§ **Task directions**
Output an exact reproduction of the data.

Collection entries:
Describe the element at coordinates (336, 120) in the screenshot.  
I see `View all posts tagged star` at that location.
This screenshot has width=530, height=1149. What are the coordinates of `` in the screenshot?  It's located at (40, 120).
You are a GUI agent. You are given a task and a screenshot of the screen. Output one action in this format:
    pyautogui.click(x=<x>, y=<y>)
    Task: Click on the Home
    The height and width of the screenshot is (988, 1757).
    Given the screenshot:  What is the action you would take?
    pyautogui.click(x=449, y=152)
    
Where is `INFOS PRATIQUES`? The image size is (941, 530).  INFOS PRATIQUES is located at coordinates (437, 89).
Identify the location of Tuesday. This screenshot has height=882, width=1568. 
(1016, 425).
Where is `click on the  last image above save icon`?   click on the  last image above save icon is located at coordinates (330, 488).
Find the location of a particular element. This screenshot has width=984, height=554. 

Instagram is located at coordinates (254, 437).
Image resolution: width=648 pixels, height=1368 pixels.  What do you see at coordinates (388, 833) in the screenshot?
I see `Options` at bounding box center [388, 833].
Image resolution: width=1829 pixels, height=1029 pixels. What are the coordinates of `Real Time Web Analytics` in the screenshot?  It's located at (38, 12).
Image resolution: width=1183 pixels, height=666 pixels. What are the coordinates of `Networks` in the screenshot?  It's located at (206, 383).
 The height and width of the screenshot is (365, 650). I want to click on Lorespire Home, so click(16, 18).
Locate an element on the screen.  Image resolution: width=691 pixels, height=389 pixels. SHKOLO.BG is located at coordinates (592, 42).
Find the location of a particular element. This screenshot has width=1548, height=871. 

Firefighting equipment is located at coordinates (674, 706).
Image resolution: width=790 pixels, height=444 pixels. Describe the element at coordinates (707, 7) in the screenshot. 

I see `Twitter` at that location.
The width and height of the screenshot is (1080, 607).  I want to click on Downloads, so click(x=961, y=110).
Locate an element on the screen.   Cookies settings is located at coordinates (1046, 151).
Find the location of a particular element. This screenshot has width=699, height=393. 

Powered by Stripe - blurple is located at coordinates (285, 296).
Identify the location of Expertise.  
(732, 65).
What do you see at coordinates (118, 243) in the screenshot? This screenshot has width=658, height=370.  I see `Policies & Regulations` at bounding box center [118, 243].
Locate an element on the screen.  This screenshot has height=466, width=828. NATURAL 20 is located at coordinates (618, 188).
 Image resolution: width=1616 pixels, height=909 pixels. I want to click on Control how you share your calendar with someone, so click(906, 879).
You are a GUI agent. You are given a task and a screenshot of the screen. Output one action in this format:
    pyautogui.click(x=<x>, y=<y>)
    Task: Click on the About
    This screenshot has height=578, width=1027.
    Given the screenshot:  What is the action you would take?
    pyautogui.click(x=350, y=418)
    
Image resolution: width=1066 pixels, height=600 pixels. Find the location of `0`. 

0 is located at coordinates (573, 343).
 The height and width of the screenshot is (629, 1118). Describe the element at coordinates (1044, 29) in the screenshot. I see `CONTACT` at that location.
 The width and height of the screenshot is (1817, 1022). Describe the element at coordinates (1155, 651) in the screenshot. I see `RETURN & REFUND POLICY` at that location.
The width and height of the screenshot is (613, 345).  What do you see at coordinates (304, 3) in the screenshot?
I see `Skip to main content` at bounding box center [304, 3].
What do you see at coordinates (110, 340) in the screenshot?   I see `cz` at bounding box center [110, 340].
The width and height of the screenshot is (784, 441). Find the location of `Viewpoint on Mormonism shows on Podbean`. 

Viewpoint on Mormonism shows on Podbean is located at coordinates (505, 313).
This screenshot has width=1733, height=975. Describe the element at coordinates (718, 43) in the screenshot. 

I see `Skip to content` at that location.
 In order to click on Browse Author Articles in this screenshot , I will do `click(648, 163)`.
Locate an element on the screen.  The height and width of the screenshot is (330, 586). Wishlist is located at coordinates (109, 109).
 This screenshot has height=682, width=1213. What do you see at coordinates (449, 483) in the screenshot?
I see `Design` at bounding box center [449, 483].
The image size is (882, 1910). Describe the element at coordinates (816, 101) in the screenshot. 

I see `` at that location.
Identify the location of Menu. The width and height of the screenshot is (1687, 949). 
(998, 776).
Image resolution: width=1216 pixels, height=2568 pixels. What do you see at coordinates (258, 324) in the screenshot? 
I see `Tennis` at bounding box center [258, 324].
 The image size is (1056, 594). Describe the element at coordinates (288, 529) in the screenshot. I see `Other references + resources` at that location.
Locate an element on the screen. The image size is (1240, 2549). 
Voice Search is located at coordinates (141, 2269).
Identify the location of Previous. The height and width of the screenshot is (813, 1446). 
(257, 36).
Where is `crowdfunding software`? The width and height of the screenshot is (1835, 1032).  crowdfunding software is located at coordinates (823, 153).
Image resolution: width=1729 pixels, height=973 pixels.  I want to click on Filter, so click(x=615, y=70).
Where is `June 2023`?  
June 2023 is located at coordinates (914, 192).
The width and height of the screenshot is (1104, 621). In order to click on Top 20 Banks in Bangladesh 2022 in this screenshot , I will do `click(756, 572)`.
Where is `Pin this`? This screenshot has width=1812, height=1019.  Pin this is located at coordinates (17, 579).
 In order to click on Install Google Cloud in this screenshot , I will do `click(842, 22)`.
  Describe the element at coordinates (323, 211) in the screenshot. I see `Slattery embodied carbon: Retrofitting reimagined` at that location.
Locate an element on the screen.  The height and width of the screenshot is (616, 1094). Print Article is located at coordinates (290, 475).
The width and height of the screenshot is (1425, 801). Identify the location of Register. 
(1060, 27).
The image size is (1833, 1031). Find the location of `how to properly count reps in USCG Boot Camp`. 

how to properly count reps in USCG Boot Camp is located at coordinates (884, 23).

§ **Answer to the problem**
Describe the element at coordinates (336, 120) in the screenshot.  
I see `View all posts tagged star` at that location.
This screenshot has width=530, height=1149. What are the coordinates of `` in the screenshot?  It's located at (40, 120).
You are a GUI agent. You are given a task and a screenshot of the screen. Output one action in this format:
    pyautogui.click(x=<x>, y=<y>)
    Task: Click on the Home
    The height and width of the screenshot is (988, 1757).
    Given the screenshot:  What is the action you would take?
    pyautogui.click(x=449, y=152)
    
Where is `INFOS PRATIQUES`? The image size is (941, 530).  INFOS PRATIQUES is located at coordinates (437, 89).
Identify the location of Tuesday. This screenshot has height=882, width=1568. 
(1016, 425).
Where is `click on the  last image above save icon`?   click on the  last image above save icon is located at coordinates (330, 488).
Find the location of a particular element. This screenshot has width=984, height=554. 

Instagram is located at coordinates (254, 437).
Image resolution: width=648 pixels, height=1368 pixels.  What do you see at coordinates (388, 833) in the screenshot?
I see `Options` at bounding box center [388, 833].
Image resolution: width=1829 pixels, height=1029 pixels. What are the coordinates of `Real Time Web Analytics` in the screenshot?  It's located at (38, 12).
Image resolution: width=1183 pixels, height=666 pixels. What are the coordinates of `Networks` in the screenshot?  It's located at (206, 383).
 The height and width of the screenshot is (365, 650). I want to click on Lorespire Home, so click(16, 18).
Locate an element on the screen.  Image resolution: width=691 pixels, height=389 pixels. SHKOLO.BG is located at coordinates (592, 42).
Find the location of a particular element. This screenshot has width=1548, height=871. 

Firefighting equipment is located at coordinates (674, 706).
Image resolution: width=790 pixels, height=444 pixels. Describe the element at coordinates (707, 7) in the screenshot. 

I see `Twitter` at that location.
The width and height of the screenshot is (1080, 607).  I want to click on Downloads, so click(x=961, y=110).
Locate an element on the screen.   Cookies settings is located at coordinates (1046, 151).
Find the location of a particular element. This screenshot has width=699, height=393. 

Powered by Stripe - blurple is located at coordinates (285, 296).
Identify the location of Expertise.  
(732, 65).
What do you see at coordinates (118, 243) in the screenshot? This screenshot has width=658, height=370.  I see `Policies & Regulations` at bounding box center [118, 243].
Locate an element on the screen.  This screenshot has height=466, width=828. NATURAL 20 is located at coordinates (618, 188).
 Image resolution: width=1616 pixels, height=909 pixels. I want to click on Control how you share your calendar with someone, so click(906, 879).
You are a GUI agent. You are given a task and a screenshot of the screen. Output one action in this format:
    pyautogui.click(x=<x>, y=<y>)
    Task: Click on the About
    This screenshot has height=578, width=1027.
    Given the screenshot:  What is the action you would take?
    pyautogui.click(x=350, y=418)
    
Image resolution: width=1066 pixels, height=600 pixels. Find the location of `0`. 

0 is located at coordinates (573, 343).
 The height and width of the screenshot is (629, 1118). Describe the element at coordinates (1044, 29) in the screenshot. I see `CONTACT` at that location.
 The width and height of the screenshot is (1817, 1022). Describe the element at coordinates (1155, 651) in the screenshot. I see `RETURN & REFUND POLICY` at that location.
The width and height of the screenshot is (613, 345).  What do you see at coordinates (304, 3) in the screenshot?
I see `Skip to main content` at bounding box center [304, 3].
What do you see at coordinates (110, 340) in the screenshot?   I see `cz` at bounding box center [110, 340].
The width and height of the screenshot is (784, 441). Find the location of `Viewpoint on Mormonism shows on Podbean`. 

Viewpoint on Mormonism shows on Podbean is located at coordinates (505, 313).
This screenshot has width=1733, height=975. Describe the element at coordinates (718, 43) in the screenshot. 

I see `Skip to content` at that location.
 In order to click on Browse Author Articles in this screenshot , I will do `click(648, 163)`.
Locate an element on the screen.  The height and width of the screenshot is (330, 586). Wishlist is located at coordinates (109, 109).
 This screenshot has height=682, width=1213. What do you see at coordinates (449, 483) in the screenshot?
I see `Design` at bounding box center [449, 483].
The image size is (882, 1910). Describe the element at coordinates (816, 101) in the screenshot. 

I see `` at that location.
Identify the location of Menu. The width and height of the screenshot is (1687, 949). 
(998, 776).
Image resolution: width=1216 pixels, height=2568 pixels. What do you see at coordinates (258, 324) in the screenshot? 
I see `Tennis` at bounding box center [258, 324].
 The image size is (1056, 594). Describe the element at coordinates (288, 529) in the screenshot. I see `Other references + resources` at that location.
Locate an element on the screen. The image size is (1240, 2549). 
Voice Search is located at coordinates (141, 2269).
Identify the location of Previous. The height and width of the screenshot is (813, 1446). 
(257, 36).
Where is `crowdfunding software`? The width and height of the screenshot is (1835, 1032).  crowdfunding software is located at coordinates (823, 153).
Image resolution: width=1729 pixels, height=973 pixels.  I want to click on Filter, so click(x=615, y=70).
Where is `June 2023`?  
June 2023 is located at coordinates (914, 192).
The width and height of the screenshot is (1104, 621). In order to click on Top 20 Banks in Bangladesh 2022 in this screenshot , I will do `click(756, 572)`.
Where is `Pin this`? This screenshot has width=1812, height=1019.  Pin this is located at coordinates (17, 579).
 In order to click on Install Google Cloud in this screenshot , I will do `click(842, 22)`.
  Describe the element at coordinates (323, 211) in the screenshot. I see `Slattery embodied carbon: Retrofitting reimagined` at that location.
Locate an element on the screen.  The height and width of the screenshot is (616, 1094). Print Article is located at coordinates (290, 475).
The width and height of the screenshot is (1425, 801). Identify the location of Register. 
(1060, 27).
The image size is (1833, 1031). Find the location of `how to properly count reps in USCG Boot Camp`. 

how to properly count reps in USCG Boot Camp is located at coordinates (884, 23).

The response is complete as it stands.